Retirement plans and the ‘to do’ list

By Dave Bates
For the Observer-Reporter
Retirement is official. I am unleashing myself onto the sporting scene on a more full-time basis. Last Sunday afternoon, my wife, Kelly, and daughter, Emma, surprised me by inviting a myriad of friends, family and colleagues to celebrate my retirement from teaching school these past 35 years. It was truly a surprise that was overwhelming to say the least and I was moved in a way that I have not been in many years. Thanks to my girls for being so sneaky, right under my nose. And thanks to all those in attendance for making such a memorable day.
Visiting with old friends I hadn’t seen in years was fantastic but I kept hearing the same question over and over that I was not prepared to answer. “What are you going to do with all your free time?”
Being forewarned by retired friends that “free time” is a misnomer and that it is somehow cosmically eliminated or at best, reduced, I went home that night from the party on a mission. What will I do with all my “free time?” In the spirit of organizational list making I got to work. Here goes nothing:
Once I have completed the list of three dozen home-repair projects that I have neglected in the name of deer season, grouse season, trout season, etc., etc., I am going to get serious about undertaking some sporting interests that I have been putting off for years. Job one was purchasing a kayak from which to launch my out-of-doors onslaught. (That’s a kayak joke.) I accomplished this task the day after the party and I plan to spend some serious water time exploring areas I’ve not been to or not been to in a long while. Lakes, rivers, small tributaries barely navigable are all targeted. Fishing from this new platform is high on the list, as well.
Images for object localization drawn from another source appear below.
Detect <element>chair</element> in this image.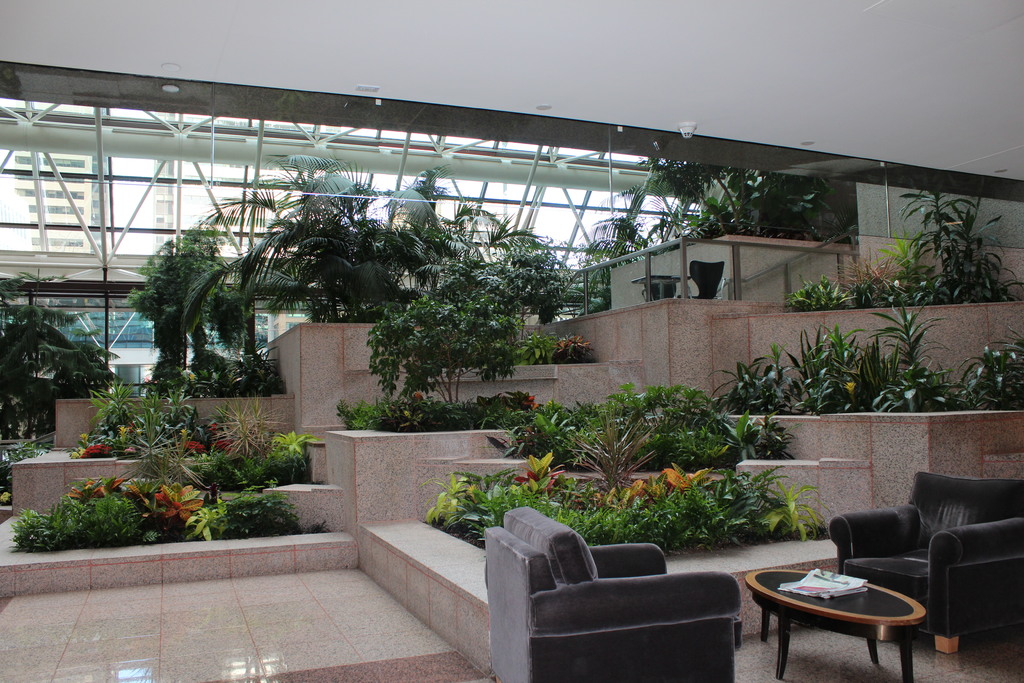
Detection: (851, 465, 1016, 661).
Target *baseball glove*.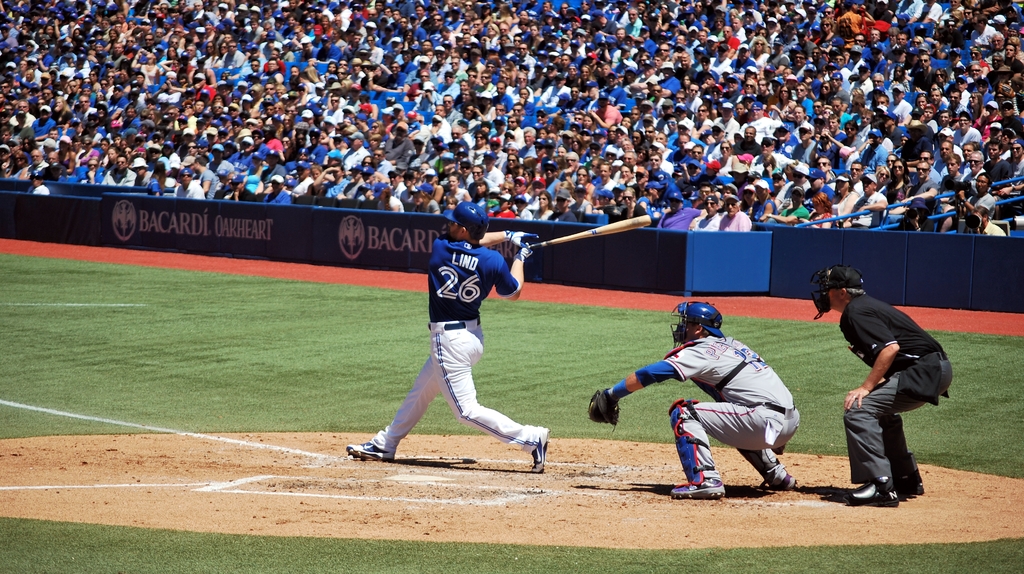
Target region: (x1=511, y1=241, x2=540, y2=266).
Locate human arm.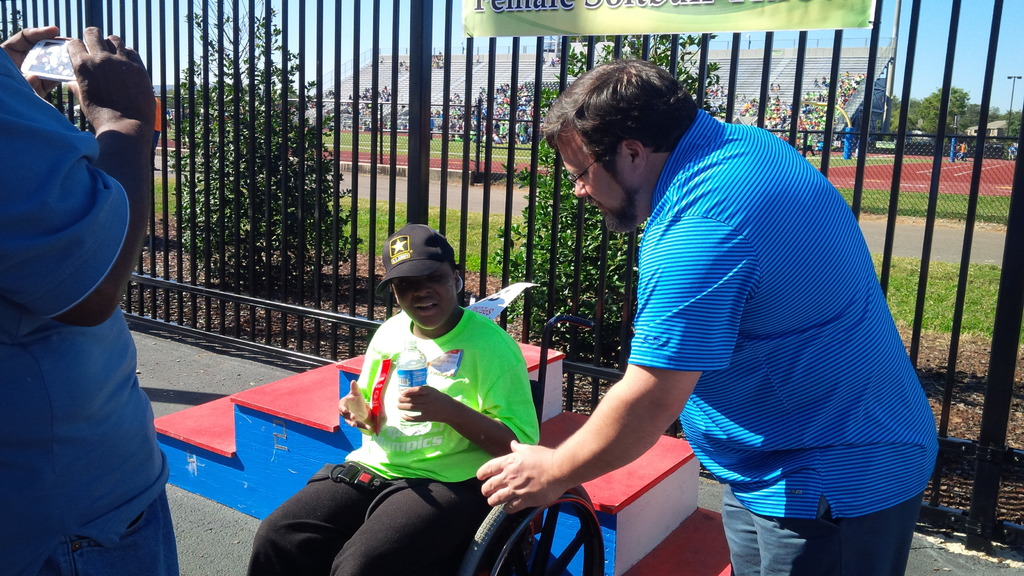
Bounding box: [left=401, top=319, right=547, bottom=456].
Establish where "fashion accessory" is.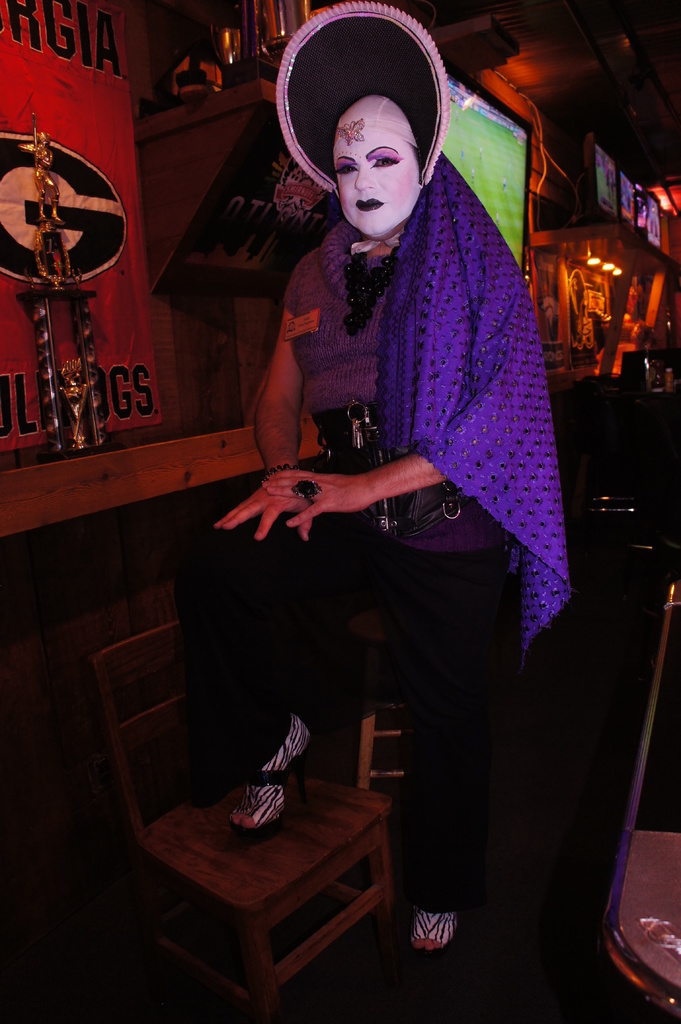
Established at Rect(344, 247, 401, 335).
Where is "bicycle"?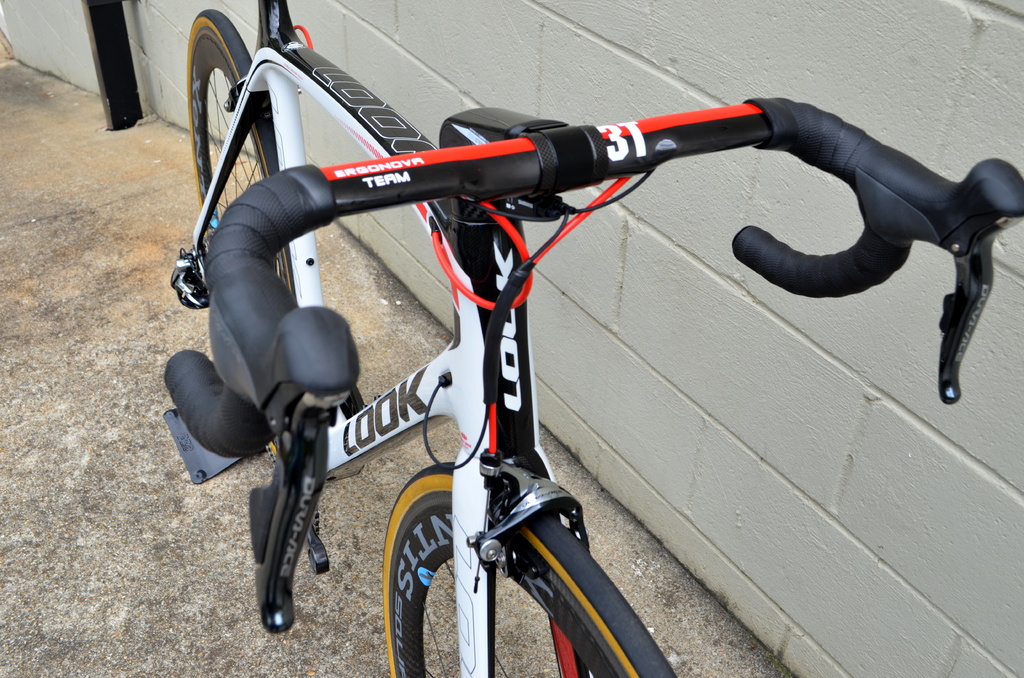
Rect(153, 0, 1023, 677).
Marksmanship training will be at the forefront as law enforcement qualification is on the horizon and come fall, combat pistol skills will need sharpening more than ever. Plans to tune up with the Ruger 10/22 rimfire rifle are almost ready to commence. It’s good preparation on a budget for scoring hits with the patrol rifle come qualification time. As a firearms instructor, I find myself teaching more than shooting and that is bad juju.
My new year’s grouse resolution has been to shoot more in advance of bird season. I can only blame so many misses on the sun in my eyes, catching the butt stock on my vest straps and my side by side being too heavy, too light, too old, too blah, blah, blah. I guess I should probably sit down and work on some better excuses for the fall, as well.
There’s an old .30-30′ that I’ve been sitting on for a while, aching for a set of aperture sights. XS sight company sent me a set last year but I waited too long to begin the sighting process prior to deer season and didn’t get it zeroed in time for doe. It has been on my list to take a deer with open sights before my vision completely fails. Just something about the old lever actions that strike a romantic chord with me. Harvesting one while spot and stalk hunting would make it all that much sweeter.
The bottoms of the 6×6 posts on my trusty shooting range bench are beginning to rot away after 14 years. Something needs to be done about this decay sooner than later. This could be the excuse I’ve been looking for to begin plans for a poured concrete top bench with concrete block legs. Let’s keep this one between us until I get the woodshop roof repairs underway. In addition, the whole affair could use a bit of leveling since my initial attempts at a shooting bench were not exactly my construction swan song.
Speaking of waterfowl, the duck blind could use some repairs. This could be the year that we don’t wait til opening morning to patch the holes in the sides as birds attempt to land in our spread during construction.
There’s trap and skeet to shoot and clay birds to be thrown from the hand trap behind the barn in advance of dove season, which will be here before we know it. A round or two of sporting clays probably wouldn’t hurt prior to pointing the truck north towards Wisconsin? Back to built-in excuses, I’ve been meaning to have Mario take three-quarters of an inch off the butt stock of the 28-gauge woodcock gun.
I’ve threatened to take up archery again after a 10-year child-rearing hiatus. I hear good things about the crossbow but my old long bow needs to have the cobwebs dusted off before I make up my mind.
This is the fall where Jay Donley makes a mushroom picker out of me. He’s been retired longer than me so he knows more about loafing and avoiding chores and napping. A guy gotta have heroes.